Before going to bed, I asked him why a pit viper is called a pit viper. He couldn’t remember. I rehearsed to him again the reason. We then had a long discussion about all the things I never wanted to know about cobras, pythons and constrictors for a good 30 minutes. The next day, I asked my son why a pit viper is called a pit viper. Couldn’t remember. Repeat, try again. Repeat, try again. All to no avail. And yet, a month later, a year later, that boy could tell you all the types of cobras, what country they lived in, if they were venomous, how they gave birth to their young, etc. as well as about constrictors and pythons.
Lesson for Mom: I can put lots and lots of energy and time into preparing “the perfect lesson,” and if he’s not interested in learning it, it is all for nothing. Being a person who had chosen to raise a large family close in age, time was valuable. Why would I waste my precious time, let alone weaken my relationship with my child as we battled over his willingness to listen to my lessons?
It was right after this point that unschooling completely took over how we pursued his learning world.
Fast forward my retelling this story, and a friend asked, “By the way, why do they call them pit vipers?”

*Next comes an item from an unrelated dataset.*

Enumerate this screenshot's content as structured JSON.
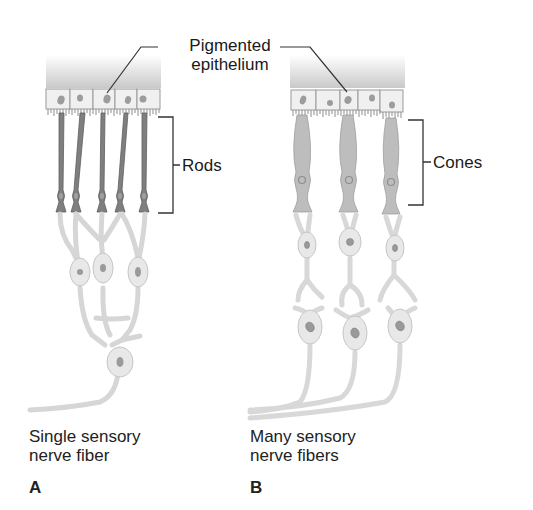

“Are you kidding me? I asked. “Do you think I would remember? Ha!”
I looked it up in Google:
In addition, the pit vipers have developed special organs of heat reception that help them to sense warm-blooded animals, an ability that is especially useful at night, when many of them hunt. These organs consist of pits, for which the group is named, located just behind the nostrils and covered with a temperature-sensitive membrane. Some pit vipers may also use these organs to find cool refuges from inhospitable daytime temperatures.
And to show that my son’s ability to gather information continues to exceed mine, I asked him about the pit viper (he was about 16 at the time), and he knew why they are called pit vipers. Based on how I had asked him the question, my son added, “I think pit viper is a classification, Mom.”
“Huh?”
Sure enough, as I look closer at the description above, and see later on in that same spot on Google I found the definition, it says rattlesnakes(!), the fer-de-lance, water moccasins, bushmasters, and copperheads are all pit vipers! So, I guess his learning continued about snakes after that initial “failed lesson” way back when. He picked it up some time on his own, and boy, does he remember it well and accurately.
So, the student of himself remembers . . . and the teacher doesn’t . . . gotta love it!